Phillip Inman 

Rachel Reeves has to realise she can’t plough on with the farm tax

The chancellor’s attempt to get rich landowners to pay their fair share was correct in principle. But this measure has missed the mark
  
  

National Farmers Union president Tom Bradshaw (left) and NFU Cymru president Aled Jones at 10 Downing Street on Friday
National Farmers Union president Tom Bradshaw (left) and NFU Cymru president Aled Jones at 10 Downing Street on Friday. Photograph: Jonathan Brady/PA

Rachel Reeves needs to rid herself of ­troublesome farmers. It’s become obvious, if it wasn’t at the time of the budget, that they are not going to go away.

Their shouts of protest are getting louder and the petition against proposals to tax inherited farms is growing longer.

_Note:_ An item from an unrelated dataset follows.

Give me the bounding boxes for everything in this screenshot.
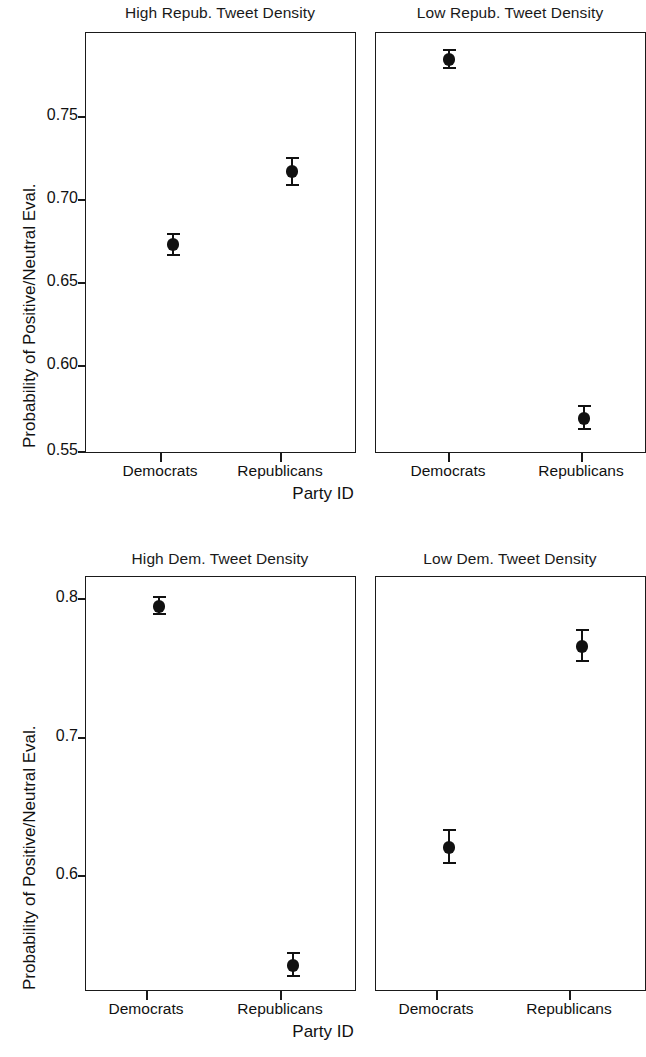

Tractors in Parliament Square is never a good look, especially when it makes a Labour government look like it doesn’t understand the concerns of rural communities – which, if ministers are honest, they don’t.

Worse for the chancellor, farmers have a strong argument for a fundamental rethink of the new tax regime, which is why they will be in Westminster again this weekend, megaphones in hand, and are gathering more allies every day.

Last week, Tesco joined Asda, the Co-op, Lidl and Morrisons in decrying the tax charge. Echoing the National Farmers Union (NFU), Tesco said that “the UK’s future food security is at stake” and that the government should pause the introduction of inheritance tax on farms worth more than £1m.

As the number of the NFU’s supporters multiplied, the Office for Budget Responsibility (OBR) issued its analysis of the tax changes, due to take effect in April.

In its role as the government’s independent forecaster, the OBR makes judgments about how much taxes will raise to judge how much the exchequer will need to borrow each year to meet spending plans.

It said the Treasury’s figures were at best uncertain and at worst could have a large hole where millions of pounds of tax receipts should be.

In the next decade, most older farmers are unlikely to find a way to avoid the tax, meaning many of those who inherit will be forced to sell farms that in some cases have been in the same family for generations.

After what the OBR calls the medium term, it’s possible that the Treasury will earn very little, ­having turned farmers into mini-aristocrats. As any duke or earl knows, tax planning happens from the moment one is born. They live on the proceeds of tax-free trusts, shielded from HMRC. Farmers may have to do much the same.

Tax expert Dan Neidle says the NFU is exaggerating when it claims 75% of farms will be caught by the measure, but agrees “the proposal is failing to collect as much revenue as it should from the people it is actually aimed at.”

If we rewind to last October, the farm tax was one of the most eyecatching measures Reeves put forward in her first budget. Reeves said she wanted to end a situation where anyone who inherits a farm from their parents does so tax-free. (They also inherit the equipment via business property relief tax-free.)

Like one of her first attempts to raise cash – scrapping the winter fuel allowance for all but the poorest pensioners – the move was billed as a way to end a universal subsidy enjoyed by the rich. Only the biggest farms claimed the tax relief, the reasoning went, and that would always be the case, justifying the introduction of a 20% tax (half the standard rate) above a £1m threshold for a single farmer.

Hang on, said the NFU, there are many more ordinary farmers who are asset-rich and would be caught by the new rules, and asset-rich doesn’t mean high-income – a point that the organisation has made consistently and which chimes with the reality of farming across much of England and Wales.

Many farmers scratch a living on a patch of countryside that has become very valuable, often after adjacent land has been bought and sold by very wealthy individuals wanting to transfer their money into an asset that has no inheritance tax. Do they want to farm? No, they just want to avoid their wealth falling into the hands of the tax authority.

This is a theme in the ITV drama Out There, starring Martin Clunes as a Welsh farmer who has remortgaged three times in 10 years to stay afloat. His plan is to keep the business going for his son to inherit, but his income is so small that the pressure to sell up to a developer is constant.

If Labour’s plan was to reorganise farming to eliminate the thousands of farms scratching a living, the tax is a brutal and indiscriminate way of going about it. If it was to tax those who are genuinely wealthy, it misses the mark.

Someone like Guy Singh-Watson should be a supporter of the tax change, but he very quickly spotted that the tax threshold – even if it is raised to £3m by farmers combining their allowance with a partner and using other reliefs – remains low when land prices are high. The former owner of the Riverford organic food business says that a rethink is needed. So does Neidle.

There are rich landowners who should pay more tax, but as the chancellor prepares to release technical analysis of the reform, she should acknowledge that this was a bad plan and take the opportunity to announce a wholesale review instead.

To plough on will be to have farmers on her doorstep for the rest of the parliament. They know they have a strong case – and, unlike the winter fuel allowance claimants, are not going to give up.